A good start for a Monday: I have located our polling place (a little Lutheran church that has hosted voting several times in recent years) and re-reviewed the (few) primary choices. Indiana runs closed primaries, but neither party fielded a whole lot of candidates; the Democrats managed a full slate, while the Republicans skipped a few offices, but neither one offered more than one choice for many offices.
Most of them are unglamorous jobs, like county assessor and clerk of the courts, where there's a lot of actual work and not much shaking hands and making speeches. Only a few are even useful stepping stones to anything bigger; so what you end up with are people who want the job, either in and of itself or to show they're good members of their party, willing to step up, run, and (usually) do the work if they win.

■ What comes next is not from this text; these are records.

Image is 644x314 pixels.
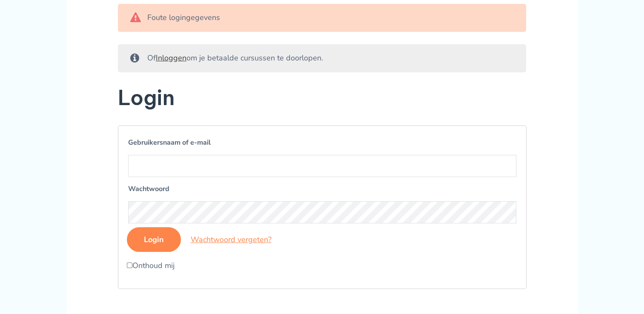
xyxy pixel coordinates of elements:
label: Gebruikersnaam of e-mail [128,136,517,149]
h2: Login [118,84,526,111]
input: Login [127,227,181,252]
label: Wachtwoord [128,182,517,195]
label: Onthoud mij [127,259,517,272]
a: Wachtwoord vergeten? [191,234,272,244]
div: Foute logingegevens [118,4,526,32]
div: Of om je betaalde cursussen te doorlopen. [118,44,526,72]
input: Onthoud mij [127,262,132,268]
a: Inloggen [156,53,186,63]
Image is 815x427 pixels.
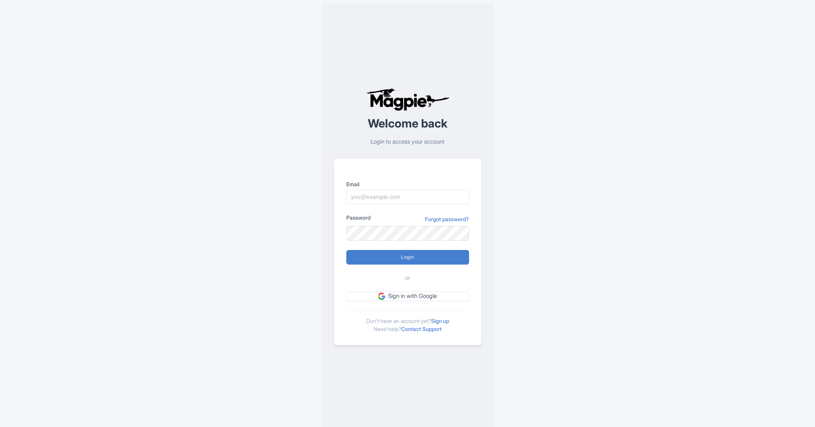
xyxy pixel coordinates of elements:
span: or [405,274,410,282]
div: Don't have an account yet? Need help? [346,310,469,333]
img: logo-ab69f6fb50320c5b225c76a69d11143b.png [365,88,451,111]
p: Login to access your account [334,137,482,146]
img: google.svg [378,292,385,299]
h2: Welcome back [334,117,482,130]
label: Email [346,180,469,188]
input: you@example.com [346,190,469,204]
a: Sign in with Google [346,291,469,301]
a: Contact Support [401,325,442,332]
label: Password [346,213,371,221]
input: Login [346,250,469,264]
a: Sign up [431,317,449,324]
a: Forgot password? [425,215,469,223]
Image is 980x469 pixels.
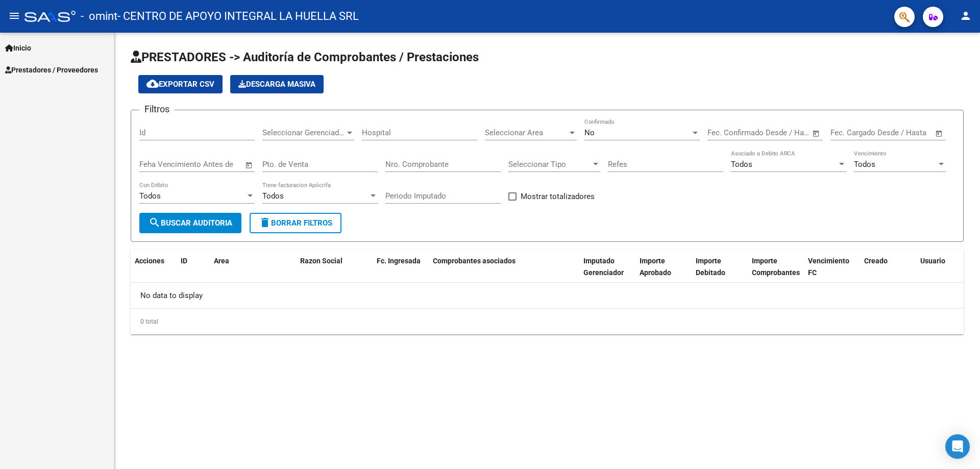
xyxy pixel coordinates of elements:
[259,218,332,228] span: Borrar Filtros
[80,5,117,27] span: - omint
[131,283,964,308] div: No data to display
[707,128,749,137] input: Fecha inicio
[139,192,161,201] span: Todos
[934,128,945,139] button: Open calendar
[238,80,315,89] span: Descarga Masiva
[752,256,800,277] span: Importe Comprobantes
[5,64,98,75] span: Prestadores / Proveedores
[960,10,971,22] mat-icon: person
[830,128,872,137] input: Fecha inicio
[262,192,284,201] span: Todos
[147,78,159,90] mat-icon: cloud_download
[695,256,726,277] span: Importe Debitado
[640,256,671,277] span: Importe Aprobado
[860,250,916,295] datatable-header-cell: Creado
[214,256,229,265] span: Area
[149,218,232,228] span: Buscar Auditoria
[230,75,324,94] button: Descarga Masiva
[131,50,479,64] span: PRESTADORES -> Auditoría de Comprobantes / Prestaciones
[485,128,568,137] span: Seleccionar Area
[177,250,210,295] datatable-header-cell: ID
[854,160,875,169] span: Todos
[748,250,804,295] datatable-header-cell: Importe Comprobantes
[181,256,187,265] span: ID
[117,5,359,27] span: - CENTRO DE APOYO INTEGRAL LA HUELLA SRL
[864,256,888,265] span: Creado
[8,10,20,22] mat-icon: menu
[758,128,807,137] input: Fecha fin
[584,128,595,137] span: No
[508,160,591,169] span: Seleccionar Tipo
[147,80,215,89] span: Exportar CSV
[429,250,580,295] datatable-header-cell: Comprobantes asociados
[210,250,281,295] datatable-header-cell: Area
[138,75,222,94] button: Exportar CSV
[149,217,161,229] mat-icon: search
[250,213,341,234] button: Borrar Filtros
[916,250,972,295] datatable-header-cell: Usuario
[373,250,429,295] datatable-header-cell: Fc. Ingresada
[300,256,343,265] span: Razon Social
[521,190,595,203] span: Mostrar totalizadores
[945,434,970,459] div: Open Intercom Messenger
[259,217,271,229] mat-icon: delete
[635,250,691,295] datatable-header-cell: Importe Aprobado
[881,128,930,137] input: Fecha fin
[131,309,964,334] div: 0 total
[139,213,241,234] button: Buscar Auditoria
[691,250,748,295] datatable-header-cell: Importe Debitado
[584,256,623,277] span: Imputado Gerenciador
[731,160,752,169] span: Todos
[811,128,822,139] button: Open calendar
[262,128,345,137] span: Seleccionar Gerenciador
[433,256,516,265] span: Comprobantes asociados
[131,250,177,295] datatable-header-cell: Acciones
[5,43,31,54] span: Inicio
[808,256,849,277] span: Vencimiento FC
[804,250,860,295] datatable-header-cell: Vencimiento FC
[139,102,175,116] h3: Filtros
[243,159,255,171] button: Open calendar
[377,256,421,265] span: Fc. Ingresada
[230,75,324,94] app-download-masive: Descarga masiva de comprobantes (adjuntos)
[135,256,164,265] span: Acciones
[920,256,945,265] span: Usuario
[296,250,373,295] datatable-header-cell: Razon Social
[580,250,635,295] datatable-header-cell: Imputado Gerenciador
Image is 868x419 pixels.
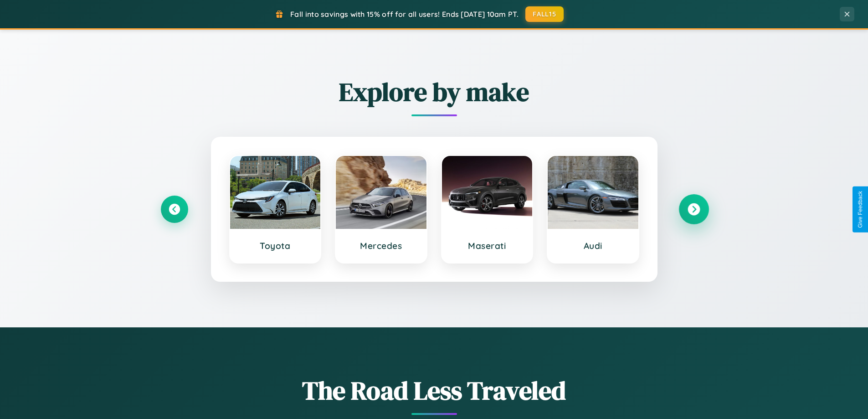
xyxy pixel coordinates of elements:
[451,240,524,251] h3: Maserati
[239,240,312,251] h3: Toyota
[290,9,518,19] span: Fall into savings with 15% off for all users! Ends [DATE] 10am PT.
[345,240,417,251] h3: Mercedes
[161,74,707,110] h2: Explore by make
[526,7,563,22] button: FALL15
[857,191,863,228] div: Give Feedback
[161,373,707,408] h1: The Road Less Traveled
[557,240,629,251] h3: Audi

Someone's got to do the dull grunt work of government, and I have made my list and checked it more than twice. I'm going to be interested in turnout numbers; it's not a great predictive metric for the general election this Fall, but it's what we've got. If turnout for the primary is usually high (or low), that'll be a hint what to expect.
Update
1 year ago

4 comments:
I have a friend who's one of the leading caterers in my hometown, so she's the person I ask about the character of the different candidates.
How a person treats the help is a better test of actual character than any ad or statement.

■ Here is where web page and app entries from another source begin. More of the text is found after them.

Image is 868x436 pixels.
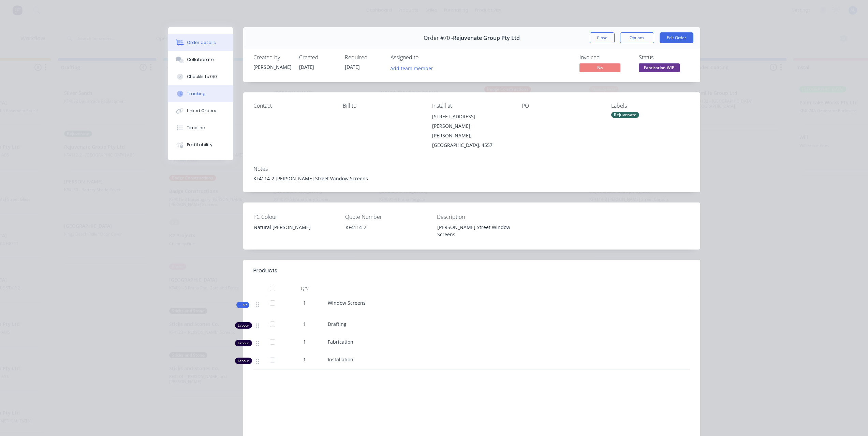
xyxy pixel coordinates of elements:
div: Rejuvenate [611,112,639,118]
span: No [579,64,620,72]
div: Contact [253,102,332,109]
div: Products [253,267,277,275]
div: Labels [611,102,690,109]
div: Invoiced [579,54,631,61]
div: Tracking [187,91,205,97]
div: Qty [284,282,325,295]
div: KF4114-2 [PERSON_NAME] Street Window Screens [253,175,690,182]
div: Labour [235,322,252,328]
div: [STREET_ADDRESS][PERSON_NAME] [432,112,510,131]
span: [DATE] [345,64,360,70]
button: Edit Order [659,32,693,43]
button: Add team member [386,64,436,72]
button: Close [590,32,615,43]
button: Tracking [168,85,233,102]
button: Fabrication WIP [639,64,680,74]
button: Checklists 0/0 [168,68,233,85]
span: Order #70 - [423,35,453,41]
span: Rejuvenate Group Pty Ltd [453,35,520,41]
div: Bill to [343,102,421,109]
span: Drafting [328,321,346,327]
div: [PERSON_NAME] Street Window Screens [432,222,517,239]
span: Fabrication [328,339,353,345]
span: Fabrication WIP [639,64,680,72]
button: Timeline [168,119,233,136]
div: Linked Orders [187,108,216,114]
span: Kit [239,302,247,307]
button: Profitability [168,136,233,153]
div: Labour [235,340,252,346]
span: 1 [303,338,306,345]
span: Window Screens [328,299,366,306]
div: PO [522,102,600,109]
div: Created [299,54,337,61]
div: Assigned to [390,54,459,61]
label: PC Colour [253,213,339,221]
div: [PERSON_NAME] [253,64,291,70]
div: [PERSON_NAME], [GEOGRAPHIC_DATA], 4557 [432,131,510,150]
div: Order details [187,39,216,45]
button: Linked Orders [168,102,233,119]
span: 1 [303,320,306,328]
span: 1 [303,355,306,363]
button: Options [620,32,654,43]
div: Required [345,54,382,61]
div: Timeline [187,125,205,131]
span: [DATE] [299,64,314,70]
div: Created by [253,54,291,61]
div: Checklists 0/0 [187,74,217,80]
div: Profitability [187,141,213,148]
button: Collaborate [168,51,233,68]
label: Description [437,213,522,221]
div: Status [639,54,690,61]
label: Quote Number [345,213,430,221]
div: Collaborate [187,57,214,63]
span: Installation [328,356,353,362]
button: Add team member [390,64,437,72]
div: [STREET_ADDRESS][PERSON_NAME][PERSON_NAME], [GEOGRAPHIC_DATA], 4557 [432,112,510,150]
div: Labour [235,357,252,364]
button: Order details [168,34,233,51]
span: 1 [303,299,306,306]
div: KF4114-2 [340,222,426,232]
button: Kit [236,301,249,308]
div: Install at [432,102,510,109]
div: Natural [PERSON_NAME] [248,222,333,232]
div: Notes [253,166,690,172]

I'm fortunate to live literally across the street from my polling place. I do need to spend a little more time actually looking at who will be on my ballot, although as long as the Dems don't put up candidates that appear to be Mephistopheles (unlikely, since the other guys already have the Devil Incarnate in charge), I'll be voting that way. There are planks in the platforms of both parties I don't agree with, but one party supports Trump, so I will go elsewhere.

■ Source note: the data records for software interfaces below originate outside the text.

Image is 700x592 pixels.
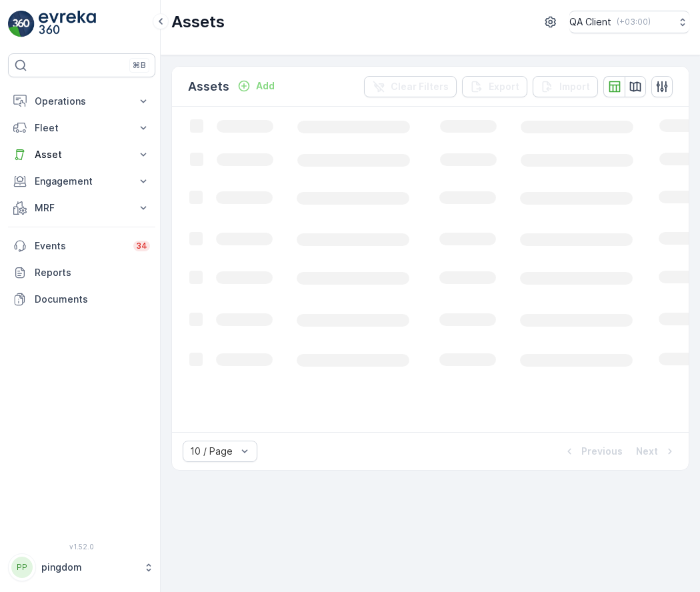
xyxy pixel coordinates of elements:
[8,88,156,114] button: Operations
[41,561,136,574] p: pingdom
[8,142,156,168] button: Asset
[463,76,528,98] button: Export
[8,11,34,37] img: logo
[256,79,274,92] p: Add
[8,553,156,581] button: PPpingdom
[559,80,590,93] p: Import
[8,194,156,222] button: MRF
[133,60,146,70] p: ⌘B
[390,80,448,93] p: Clear Filters
[581,445,623,458] p: Previous
[8,114,156,142] button: Fleet
[489,80,520,93] p: Export
[635,443,678,460] button: Next
[34,239,126,252] p: Events
[8,543,156,551] span: v 1.52.0
[8,168,156,194] button: Engagement
[34,201,128,215] p: MRF
[34,95,128,108] p: Operations
[8,286,156,313] a: Documents
[533,76,598,98] button: Import
[34,267,150,280] p: Reports
[34,293,150,306] p: Documents
[8,233,156,259] a: Events34
[232,78,281,94] button: Add
[34,121,128,135] p: Fleet
[34,148,128,162] p: Asset
[570,15,611,29] p: QA Client
[617,17,651,27] p: ( +03:00 )
[562,443,624,460] button: Previous
[364,76,457,98] button: Clear Filters
[39,11,96,37] img: logo_light-DOdMpM7g.png
[34,175,128,188] p: Engagement
[8,259,156,286] a: Reports
[570,11,689,33] button: QA Client(+03:00)
[11,557,33,579] div: PP
[188,77,230,96] p: Assets
[171,11,225,33] p: Assets
[637,445,659,458] p: Next
[136,241,148,252] p: 34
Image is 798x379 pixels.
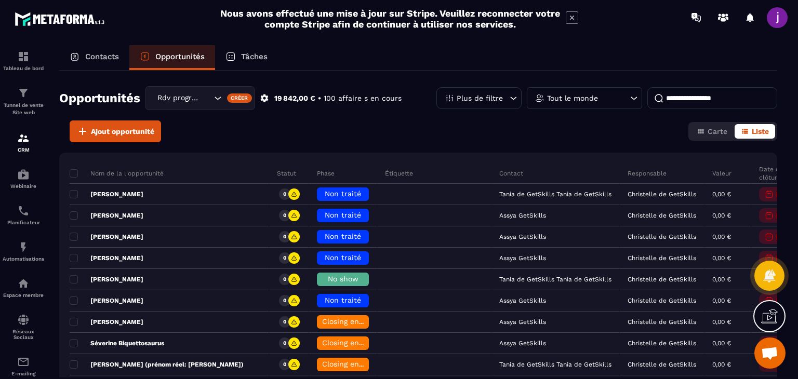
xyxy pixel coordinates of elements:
p: 0 [283,340,286,347]
p: [PERSON_NAME] [70,211,143,220]
span: Closing en cours [322,360,381,368]
img: automations [17,241,30,254]
p: [PERSON_NAME] [70,297,143,305]
img: automations [17,277,30,290]
h2: Opportunités [59,88,140,109]
p: Webinaire [3,183,44,189]
p: Opportunités [155,52,205,61]
img: logo [15,9,108,29]
p: 0,00 € [712,212,731,219]
p: [PERSON_NAME] (prénom réel: [PERSON_NAME]) [70,361,244,369]
p: [PERSON_NAME] [70,254,143,262]
p: Séverine Biquettosaurus [70,339,164,348]
p: Tout le monde [547,95,598,102]
p: 0 [283,297,286,304]
img: email [17,356,30,368]
span: Non traité [325,296,361,304]
p: 19 842,00 € [274,94,315,103]
p: Valeur [712,169,731,178]
span: Non traité [325,190,361,198]
p: Tâches [241,52,268,61]
a: formationformationTableau de bord [3,43,44,79]
button: Liste [735,124,775,139]
a: automationsautomationsAutomatisations [3,233,44,270]
button: Carte [690,124,734,139]
p: Responsable [628,169,667,178]
p: 0,00 € [712,255,731,262]
p: Plus de filtre [457,95,503,102]
p: 0,00 € [712,191,731,198]
p: [PERSON_NAME] [70,318,143,326]
img: automations [17,168,30,181]
span: Rdv programmé [155,92,201,104]
p: 0 [283,212,286,219]
p: [DATE] [776,212,796,219]
span: Closing en cours [322,339,381,347]
p: Christelle de GetSkills [628,318,696,326]
span: Non traité [325,254,361,262]
p: Christelle de GetSkills [628,297,696,304]
button: Ajout opportunité [70,121,161,142]
p: CRM [3,147,44,153]
a: automationsautomationsEspace membre [3,270,44,306]
a: social-networksocial-networkRéseaux Sociaux [3,306,44,348]
p: 0,00 € [712,297,731,304]
p: Réseaux Sociaux [3,329,44,340]
span: Non traité [325,232,361,241]
p: Christelle de GetSkills [628,255,696,262]
p: Contact [499,169,523,178]
p: Christelle de GetSkills [628,340,696,347]
p: Tableau de bord [3,65,44,71]
span: No show [328,275,358,283]
a: Contacts [59,45,129,70]
p: 0 [283,361,286,368]
p: Espace membre [3,292,44,298]
h2: Nous avons effectué une mise à jour sur Stripe. Veuillez reconnecter votre compte Stripe afin de ... [220,8,561,30]
span: Non traité [325,211,361,219]
p: Étiquette [385,169,413,178]
span: Closing en cours [322,317,381,326]
a: Tâches [215,45,278,70]
p: 0,00 € [712,318,731,326]
p: Christelle de GetSkills [628,191,696,198]
p: • [318,94,321,103]
img: scheduler [17,205,30,217]
img: formation [17,87,30,99]
div: Search for option [145,86,255,110]
a: schedulerschedulerPlanificateur [3,197,44,233]
p: Christelle de GetSkills [628,233,696,241]
img: formation [17,50,30,63]
span: Carte [708,127,727,136]
img: social-network [17,314,30,326]
p: Christelle de GetSkills [628,212,696,219]
p: 0,00 € [712,361,731,368]
p: Planificateur [3,220,44,225]
a: formationformationTunnel de vente Site web [3,79,44,124]
p: Phase [317,169,335,178]
p: Christelle de GetSkills [628,276,696,283]
p: Statut [277,169,296,178]
a: formationformationCRM [3,124,44,161]
p: Nom de la l'opportunité [70,169,164,178]
input: Search for option [201,92,211,104]
span: Liste [752,127,769,136]
p: [DATE] [776,191,796,198]
span: Ajout opportunité [91,126,154,137]
p: [PERSON_NAME] [70,190,143,198]
p: 0 [283,318,286,326]
div: Ouvrir le chat [754,338,785,369]
p: Christelle de GetSkills [628,361,696,368]
p: Tunnel de vente Site web [3,102,44,116]
p: 0,00 € [712,340,731,347]
p: 0 [283,233,286,241]
a: Opportunités [129,45,215,70]
p: [DATE] [776,233,796,241]
p: 0 [283,255,286,262]
p: 0,00 € [712,276,731,283]
p: Contacts [85,52,119,61]
div: Créer [227,94,252,103]
p: 100 affaire s en cours [324,94,402,103]
a: automationsautomationsWebinaire [3,161,44,197]
p: [PERSON_NAME] [70,275,143,284]
img: formation [17,132,30,144]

I'm mostly done with my biggest election chore...setting up races in our election display software and making sure the AP Election Wire will fill in the data. It's a highly automated task compared to days of old, but still fiddly and detail-oriented, which is why I've been stuck with it for most of my 32 years in TV and 10 years in radio before that.
That is indeed a very good test.
I used to live across the street from the man who was the elected Constable of the County Courts. He was not affiliated with a party I usually voted for, but I knew him to be a decent, quiet, friendly, apparently hardworking guy, who kept his yard mowed and neat, and was kind to animals. I voted for him every year he ran.
We have a pretty standardized corporate solution to track and display voting as results are released, but it's still fiddly, and the online Technology meeting yesterday included the usual reminder that when testing the system, we must be certain the test does not go out on air or online.